2. Entailment and redundancy detection

Proof. Let D = C ∨ t 6' s. Let I =≡C and J =≡D. We show that J is a

counter-model of D. Note that in particular, if s =I t, then I = J . J 6|= s 6' t

since s =J t and for any negative literal u 6' v ∈ C, by definition u 6' v ∈ D,

thus u =J v and finally J 6|= u 6' v. For the positive literals of C, let u ' v ∈ C,

and assume J |= u ' v. Under this assumption, u 6' v |= D, hence uD= vD, contradicting the hypothesis about the positive literals of C. Thus J 6|= u ' v. Theorem 1.27 Let C and D be two non-tautological clauses. The relation D |= C holds iff for every negative literal l in D, the literal lC is a contradiction and for every positive literal l in D, there exists a positive literal m in C such that mC∨lc is tautological.

Proof. First assume that D |= C. Consider a negative literal s 6' t ∈ D. Then we must have s 6' t |= C, thus tC= sC, and the corresponding literal in DCis a contradiction. Now consider a positive literal s ' t ∈ D. If there is no positive literal m in C such that mC∨s6'tis a tautology then C ∨ s 6' t is not a tautology by Proposition 1.26. But D ∨ s 6' t |= C ∨ s 6' t, and D ∨ s 6' t is a tautology, which yields a contradiction.

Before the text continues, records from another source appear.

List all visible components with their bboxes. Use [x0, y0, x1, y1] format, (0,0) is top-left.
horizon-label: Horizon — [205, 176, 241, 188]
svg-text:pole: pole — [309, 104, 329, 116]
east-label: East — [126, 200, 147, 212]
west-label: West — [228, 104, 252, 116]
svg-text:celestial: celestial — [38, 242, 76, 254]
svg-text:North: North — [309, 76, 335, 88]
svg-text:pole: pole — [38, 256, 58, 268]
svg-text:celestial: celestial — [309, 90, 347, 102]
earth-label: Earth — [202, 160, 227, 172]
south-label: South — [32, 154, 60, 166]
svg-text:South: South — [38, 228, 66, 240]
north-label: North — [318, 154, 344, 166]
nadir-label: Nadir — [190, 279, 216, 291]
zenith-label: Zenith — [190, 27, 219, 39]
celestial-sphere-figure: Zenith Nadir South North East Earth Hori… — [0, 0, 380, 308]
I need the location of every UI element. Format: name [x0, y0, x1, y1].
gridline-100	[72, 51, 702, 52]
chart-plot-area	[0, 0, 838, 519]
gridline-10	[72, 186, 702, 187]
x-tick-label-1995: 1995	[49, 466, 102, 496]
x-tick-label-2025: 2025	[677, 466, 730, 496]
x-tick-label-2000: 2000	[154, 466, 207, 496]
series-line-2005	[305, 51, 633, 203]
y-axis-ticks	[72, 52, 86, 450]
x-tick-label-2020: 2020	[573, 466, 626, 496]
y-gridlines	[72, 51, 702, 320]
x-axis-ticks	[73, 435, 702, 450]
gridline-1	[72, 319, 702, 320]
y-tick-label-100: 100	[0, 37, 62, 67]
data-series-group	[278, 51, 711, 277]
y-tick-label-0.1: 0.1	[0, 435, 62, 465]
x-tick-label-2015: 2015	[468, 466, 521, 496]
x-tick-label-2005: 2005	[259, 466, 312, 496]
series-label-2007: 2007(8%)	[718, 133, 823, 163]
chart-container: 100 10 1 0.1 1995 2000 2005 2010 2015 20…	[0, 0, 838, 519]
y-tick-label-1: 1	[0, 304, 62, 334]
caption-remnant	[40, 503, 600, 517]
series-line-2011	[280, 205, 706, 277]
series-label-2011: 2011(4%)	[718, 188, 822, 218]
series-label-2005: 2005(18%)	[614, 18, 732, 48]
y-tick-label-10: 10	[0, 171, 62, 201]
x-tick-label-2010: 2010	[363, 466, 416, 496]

For the converse implication, we prove that every literal in D entails C. Let s 6' t ∈ D, then by hypothesis we have sC = tC, thus [s]C = [t]C, and by

definition s 6' t |= C. Let s ' t ∈ D, then by hypothesis there is a literal u ' v ∈ C such that uC∨s6't = vC∨s6't. It follows that u 6' v |= C ∨ s 6' t, which is equivalent to s ' t |= C ∨ u ' v. Since u ' v ∈ C, we conclude that s ' t |= C.

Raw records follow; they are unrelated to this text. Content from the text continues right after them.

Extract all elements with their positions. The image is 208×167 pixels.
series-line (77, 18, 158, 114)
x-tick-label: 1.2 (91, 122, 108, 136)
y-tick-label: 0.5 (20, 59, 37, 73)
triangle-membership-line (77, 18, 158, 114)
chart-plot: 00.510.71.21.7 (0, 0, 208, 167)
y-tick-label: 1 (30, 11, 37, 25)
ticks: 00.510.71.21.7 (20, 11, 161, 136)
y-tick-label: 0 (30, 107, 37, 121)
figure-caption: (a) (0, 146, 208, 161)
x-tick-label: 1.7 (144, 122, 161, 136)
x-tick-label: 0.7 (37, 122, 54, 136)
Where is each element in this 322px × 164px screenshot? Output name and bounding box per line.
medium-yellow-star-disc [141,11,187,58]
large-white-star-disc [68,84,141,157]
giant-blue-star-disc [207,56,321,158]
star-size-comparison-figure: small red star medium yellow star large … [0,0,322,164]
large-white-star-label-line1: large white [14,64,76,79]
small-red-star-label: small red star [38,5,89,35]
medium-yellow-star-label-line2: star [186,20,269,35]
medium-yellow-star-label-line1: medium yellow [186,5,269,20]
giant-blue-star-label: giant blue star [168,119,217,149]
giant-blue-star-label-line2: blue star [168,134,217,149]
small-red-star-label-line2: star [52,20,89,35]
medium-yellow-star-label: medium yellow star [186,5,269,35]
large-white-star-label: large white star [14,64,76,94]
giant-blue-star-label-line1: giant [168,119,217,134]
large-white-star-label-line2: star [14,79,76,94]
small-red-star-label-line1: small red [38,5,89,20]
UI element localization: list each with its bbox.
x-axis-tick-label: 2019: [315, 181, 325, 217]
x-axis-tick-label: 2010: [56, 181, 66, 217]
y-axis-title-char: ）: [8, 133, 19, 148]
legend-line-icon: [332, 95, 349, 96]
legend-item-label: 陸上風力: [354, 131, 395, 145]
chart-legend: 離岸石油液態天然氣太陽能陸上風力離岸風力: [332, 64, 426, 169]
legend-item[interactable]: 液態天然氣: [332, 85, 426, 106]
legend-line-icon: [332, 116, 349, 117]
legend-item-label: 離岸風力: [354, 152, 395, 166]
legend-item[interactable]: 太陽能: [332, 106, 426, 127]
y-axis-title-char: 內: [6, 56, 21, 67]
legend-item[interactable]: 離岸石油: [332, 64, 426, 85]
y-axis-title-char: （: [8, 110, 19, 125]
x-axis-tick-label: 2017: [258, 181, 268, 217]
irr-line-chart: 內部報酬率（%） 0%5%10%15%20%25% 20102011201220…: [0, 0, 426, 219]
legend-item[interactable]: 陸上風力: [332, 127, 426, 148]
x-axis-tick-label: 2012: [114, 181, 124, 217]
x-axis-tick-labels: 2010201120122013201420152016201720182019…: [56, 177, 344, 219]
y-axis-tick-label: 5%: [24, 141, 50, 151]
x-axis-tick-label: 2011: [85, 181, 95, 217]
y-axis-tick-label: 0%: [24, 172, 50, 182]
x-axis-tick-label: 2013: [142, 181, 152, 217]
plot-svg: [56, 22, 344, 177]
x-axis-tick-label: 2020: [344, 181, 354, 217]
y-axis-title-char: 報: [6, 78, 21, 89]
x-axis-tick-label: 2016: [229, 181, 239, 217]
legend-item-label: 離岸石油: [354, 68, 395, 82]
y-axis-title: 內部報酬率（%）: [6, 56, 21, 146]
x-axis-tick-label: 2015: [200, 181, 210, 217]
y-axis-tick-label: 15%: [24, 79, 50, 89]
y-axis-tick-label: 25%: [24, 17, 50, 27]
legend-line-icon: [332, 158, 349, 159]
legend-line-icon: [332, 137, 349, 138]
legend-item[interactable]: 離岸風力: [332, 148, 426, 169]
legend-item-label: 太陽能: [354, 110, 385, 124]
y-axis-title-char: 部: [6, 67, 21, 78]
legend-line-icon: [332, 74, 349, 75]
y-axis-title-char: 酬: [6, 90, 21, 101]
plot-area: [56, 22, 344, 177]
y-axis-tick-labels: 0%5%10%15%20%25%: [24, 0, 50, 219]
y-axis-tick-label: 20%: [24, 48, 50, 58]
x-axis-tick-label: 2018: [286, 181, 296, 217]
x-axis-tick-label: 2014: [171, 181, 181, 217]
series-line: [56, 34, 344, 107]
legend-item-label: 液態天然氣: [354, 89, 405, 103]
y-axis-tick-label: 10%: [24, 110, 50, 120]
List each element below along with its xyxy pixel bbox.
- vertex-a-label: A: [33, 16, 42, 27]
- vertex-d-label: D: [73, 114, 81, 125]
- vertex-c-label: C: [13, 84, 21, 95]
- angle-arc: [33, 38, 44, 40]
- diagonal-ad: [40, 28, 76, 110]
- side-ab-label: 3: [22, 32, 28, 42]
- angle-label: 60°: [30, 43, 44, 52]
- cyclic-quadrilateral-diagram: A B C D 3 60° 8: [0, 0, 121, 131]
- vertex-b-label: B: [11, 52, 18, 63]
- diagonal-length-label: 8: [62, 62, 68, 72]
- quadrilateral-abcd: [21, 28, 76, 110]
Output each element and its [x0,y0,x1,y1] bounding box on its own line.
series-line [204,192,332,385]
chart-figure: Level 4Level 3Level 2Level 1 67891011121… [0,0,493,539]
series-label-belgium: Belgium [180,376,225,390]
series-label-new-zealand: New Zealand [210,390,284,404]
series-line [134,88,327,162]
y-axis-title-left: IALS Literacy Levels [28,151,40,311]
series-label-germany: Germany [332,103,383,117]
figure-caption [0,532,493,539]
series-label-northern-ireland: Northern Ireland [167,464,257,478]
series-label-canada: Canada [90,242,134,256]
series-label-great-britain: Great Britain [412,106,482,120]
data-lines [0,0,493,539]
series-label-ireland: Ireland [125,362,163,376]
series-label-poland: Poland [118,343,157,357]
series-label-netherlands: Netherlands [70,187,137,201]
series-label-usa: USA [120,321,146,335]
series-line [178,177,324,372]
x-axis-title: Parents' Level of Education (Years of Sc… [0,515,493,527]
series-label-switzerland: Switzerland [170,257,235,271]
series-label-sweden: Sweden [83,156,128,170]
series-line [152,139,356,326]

Example 1.28 Given the order a ≺ b ≺ c ≺ e ≺ f (a) ≺ f (b) on terms, let C = e 6' c ∨ a ' c and D = e 6' b ∨ b 6' c ∨ f (a) ' f (b) and let l = e 6' c and m = a ' c be the literals of C. We have, lD = b 6' b because [b]D =

{b, c, e} and min

≺ ([b]D) = b. Moreover the literal f (a) ' f (b) ∈ D is such that

(f (a) ' f (b))D∨mc = f (a) ' f (a), which, by Theorem1.27, proves that D is

redundant w.r.t. C. ♣

Remark 1.29 Compared to the projection method for E0, the test on positive

literals is different. In fact, due to the presence of function symbols and the substitutivity axiom of equality, the previous test is not enougth in E1. Going

back to the previous example, let us consider once again the literal l = a ' c ∈ C. It is clear that lD 6∈ D. The literal appearing in D is f (a) ' f (b), that is implied by lD. This is detected by the extended projection method defined in this subsection.

The notion of e-subsumption is extended to E1 to correspond to the newly

defined projection method, thus preserving the result of Theorem1.21, i.e. D |= C iff D ≤eC for any two non-tautological clauses C and D.